Abstract:
Continuously and stably tracking fruit objects is required for tomato production in modern agriculture in recent years. Some difficulties also remained on the statistical counting accuracy under greenhouse production, due to the mode constraints of crop planting. In this study, a counting method was proposed for tomatoes of varying maturity, utilizing ultra-depth masking and an improved YOLOv8 model. Multi-head self-attention (MHSA) was introduced to construct a spatially heterogeneous convolution kernel. The global features were also integrated using the lightweight convolution operator Involution. A new convolution operator was optimized and designed, termed Global Attention-based Involution (GAInvolution). This operator formed the backbone network of the tomato detector, YOLOT, an improved YOLOv8 model. The model also incorporated the WIoU (wise intersection over union) loss to improve the robustness of the object labeling process. In addition, the depth information was predicted by the mono-depth estimation model, called Depth Anything. The distant fruit objects were dynamically filtered to avoid object tracking loss or duplicate tracking. This processing was referred to as ultra-depth masking. A tomato counter was also optimized using the BoT-SORT algorithm. Combining the tomato detector, depth estimation model, ultra-depth masking, and object counter, the comprehensive framework was constructed to identify and count tomatoes of different maturity levels. The experimental results showed that the mean average precision at IoU thresholds of 0.5 (mAP
50) of the improved tomato detector increased by 3.2 percentage points, and the recall rate increased by 3.7 percentage points, indicating the effectiveness of the improved YOLOv8 model, compared with the original. The GAInvolution convolution operator significantly improved the tomato object detector. The detector with GAInvolution as the main operator achieved the 2.7 and 2.8 percentage point increase in the mAP
50 and the recall rate, respectively, thereby significantly improving tomato detection performance. WIoU loss function was introduced to further improve the detection accuracy, where the mAP
50 increased by 1.1 percentage points, compared with the original.
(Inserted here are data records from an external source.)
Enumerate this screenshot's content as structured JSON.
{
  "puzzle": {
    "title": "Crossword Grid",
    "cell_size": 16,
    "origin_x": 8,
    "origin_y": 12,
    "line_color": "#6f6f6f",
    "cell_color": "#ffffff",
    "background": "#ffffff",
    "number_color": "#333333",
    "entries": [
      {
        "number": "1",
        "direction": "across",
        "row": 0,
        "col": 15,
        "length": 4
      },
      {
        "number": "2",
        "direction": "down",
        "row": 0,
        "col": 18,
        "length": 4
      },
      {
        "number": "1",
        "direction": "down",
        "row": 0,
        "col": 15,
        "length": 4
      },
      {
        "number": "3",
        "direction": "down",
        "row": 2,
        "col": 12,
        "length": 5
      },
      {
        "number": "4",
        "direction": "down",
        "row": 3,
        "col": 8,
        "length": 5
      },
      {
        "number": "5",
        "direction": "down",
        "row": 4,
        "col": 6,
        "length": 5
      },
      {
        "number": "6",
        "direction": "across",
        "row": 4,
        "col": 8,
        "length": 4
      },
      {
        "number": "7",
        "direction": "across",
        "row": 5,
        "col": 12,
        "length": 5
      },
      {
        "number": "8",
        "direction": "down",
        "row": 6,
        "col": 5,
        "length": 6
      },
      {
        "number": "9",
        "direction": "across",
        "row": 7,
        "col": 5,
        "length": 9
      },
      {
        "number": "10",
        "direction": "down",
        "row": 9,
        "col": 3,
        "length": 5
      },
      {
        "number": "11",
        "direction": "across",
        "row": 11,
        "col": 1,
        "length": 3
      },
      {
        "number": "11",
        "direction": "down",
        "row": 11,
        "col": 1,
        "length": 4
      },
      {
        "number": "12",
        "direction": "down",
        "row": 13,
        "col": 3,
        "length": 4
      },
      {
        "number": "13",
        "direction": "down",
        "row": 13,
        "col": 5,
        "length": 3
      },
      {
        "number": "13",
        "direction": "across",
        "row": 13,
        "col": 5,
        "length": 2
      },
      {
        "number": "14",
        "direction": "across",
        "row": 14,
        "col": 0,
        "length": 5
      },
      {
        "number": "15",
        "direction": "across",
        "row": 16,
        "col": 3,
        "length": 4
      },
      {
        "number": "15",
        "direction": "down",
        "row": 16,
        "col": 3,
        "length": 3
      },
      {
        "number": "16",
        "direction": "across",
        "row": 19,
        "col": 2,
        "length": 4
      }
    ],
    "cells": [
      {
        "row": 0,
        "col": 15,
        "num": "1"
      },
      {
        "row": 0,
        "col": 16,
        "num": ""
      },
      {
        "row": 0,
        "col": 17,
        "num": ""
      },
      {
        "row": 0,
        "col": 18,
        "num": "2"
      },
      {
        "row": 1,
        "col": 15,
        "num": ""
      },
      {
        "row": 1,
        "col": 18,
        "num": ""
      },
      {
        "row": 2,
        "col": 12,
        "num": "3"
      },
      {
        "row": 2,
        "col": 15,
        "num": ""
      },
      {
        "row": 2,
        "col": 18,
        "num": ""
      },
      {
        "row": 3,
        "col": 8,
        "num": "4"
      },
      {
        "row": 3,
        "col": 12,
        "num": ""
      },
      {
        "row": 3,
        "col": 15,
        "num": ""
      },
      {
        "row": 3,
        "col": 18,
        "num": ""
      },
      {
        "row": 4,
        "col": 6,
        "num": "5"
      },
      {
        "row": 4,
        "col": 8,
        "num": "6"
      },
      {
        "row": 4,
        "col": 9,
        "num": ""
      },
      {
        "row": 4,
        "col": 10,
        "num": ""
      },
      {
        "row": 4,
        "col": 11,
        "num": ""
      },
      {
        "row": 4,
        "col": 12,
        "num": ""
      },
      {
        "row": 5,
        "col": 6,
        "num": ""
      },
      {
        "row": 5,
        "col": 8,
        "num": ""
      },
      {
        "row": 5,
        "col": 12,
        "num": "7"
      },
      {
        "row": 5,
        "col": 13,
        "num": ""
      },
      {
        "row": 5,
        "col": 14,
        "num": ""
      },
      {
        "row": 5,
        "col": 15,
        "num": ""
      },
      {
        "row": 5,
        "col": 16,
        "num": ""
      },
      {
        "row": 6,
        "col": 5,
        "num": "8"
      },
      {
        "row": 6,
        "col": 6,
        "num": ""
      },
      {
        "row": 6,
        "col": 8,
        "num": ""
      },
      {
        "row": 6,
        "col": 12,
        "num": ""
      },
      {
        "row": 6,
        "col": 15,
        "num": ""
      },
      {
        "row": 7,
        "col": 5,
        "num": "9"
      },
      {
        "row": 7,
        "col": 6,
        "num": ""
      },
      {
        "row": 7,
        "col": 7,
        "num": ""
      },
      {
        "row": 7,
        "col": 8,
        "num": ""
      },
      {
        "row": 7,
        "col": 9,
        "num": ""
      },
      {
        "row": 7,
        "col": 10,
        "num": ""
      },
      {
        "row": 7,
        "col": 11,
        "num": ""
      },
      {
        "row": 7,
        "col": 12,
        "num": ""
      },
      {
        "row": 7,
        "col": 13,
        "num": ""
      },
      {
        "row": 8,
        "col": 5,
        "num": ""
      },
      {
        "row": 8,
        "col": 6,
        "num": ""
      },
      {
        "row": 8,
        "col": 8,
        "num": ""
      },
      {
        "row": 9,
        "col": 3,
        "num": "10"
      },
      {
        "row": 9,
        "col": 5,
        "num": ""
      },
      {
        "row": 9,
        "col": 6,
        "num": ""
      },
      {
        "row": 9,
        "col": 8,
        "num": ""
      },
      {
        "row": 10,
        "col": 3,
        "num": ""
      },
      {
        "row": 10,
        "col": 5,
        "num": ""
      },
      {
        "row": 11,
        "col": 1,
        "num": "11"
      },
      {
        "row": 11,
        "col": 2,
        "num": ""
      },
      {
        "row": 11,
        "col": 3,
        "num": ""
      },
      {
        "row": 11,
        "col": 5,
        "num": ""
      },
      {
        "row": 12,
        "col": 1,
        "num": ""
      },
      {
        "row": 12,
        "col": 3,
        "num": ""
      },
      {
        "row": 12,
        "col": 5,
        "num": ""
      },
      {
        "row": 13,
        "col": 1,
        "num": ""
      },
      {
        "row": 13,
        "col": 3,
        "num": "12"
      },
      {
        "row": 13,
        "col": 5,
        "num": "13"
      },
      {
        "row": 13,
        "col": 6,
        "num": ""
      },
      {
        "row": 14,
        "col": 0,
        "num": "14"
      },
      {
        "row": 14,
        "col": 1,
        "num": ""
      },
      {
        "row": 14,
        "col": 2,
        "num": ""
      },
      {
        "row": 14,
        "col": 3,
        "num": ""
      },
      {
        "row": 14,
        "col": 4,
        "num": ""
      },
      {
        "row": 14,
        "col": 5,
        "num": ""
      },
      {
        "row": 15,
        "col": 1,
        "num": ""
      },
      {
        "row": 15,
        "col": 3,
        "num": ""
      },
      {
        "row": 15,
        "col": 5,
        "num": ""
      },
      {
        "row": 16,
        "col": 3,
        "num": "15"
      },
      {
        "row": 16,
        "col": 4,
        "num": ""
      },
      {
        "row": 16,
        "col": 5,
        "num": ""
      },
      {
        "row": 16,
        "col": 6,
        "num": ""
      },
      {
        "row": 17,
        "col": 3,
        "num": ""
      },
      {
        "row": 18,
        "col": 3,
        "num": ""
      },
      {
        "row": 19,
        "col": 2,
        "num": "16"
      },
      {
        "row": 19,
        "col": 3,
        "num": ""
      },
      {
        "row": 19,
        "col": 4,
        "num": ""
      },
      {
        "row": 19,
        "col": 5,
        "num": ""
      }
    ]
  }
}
Ultra-depth masking greatly contributed to the accuracy of tomato fruit counting. The depth threshold was dynamically calculated and predicted using the depth map and the Depth Anything model. The highest counting accuracy was achieved by setting the average depth value of the depth map minus 0.5 times the depth standard deviation as the threshold. The average counting precision (
ACP) of tomato fruits increased by 12.63 percentage points using ultra-depth masking. The better performance of counting tasks was achieved in the tomato fruits, with an
ACP of 93.80% and a calculation speed of 23 frames per second. The accuracy of fruit counting was closely related to the performance of the object detector. Moreover, counting accuracy varied with different inspection viewports, with the vertical viewport achieving 2.59 percentage points higher accuracy than the parallel one. Tomatoes of different maturity levels were counted with
ACP of at least 91%. This finding offers valuable technical insights for predicting fruit and vegetable yields using visual technology.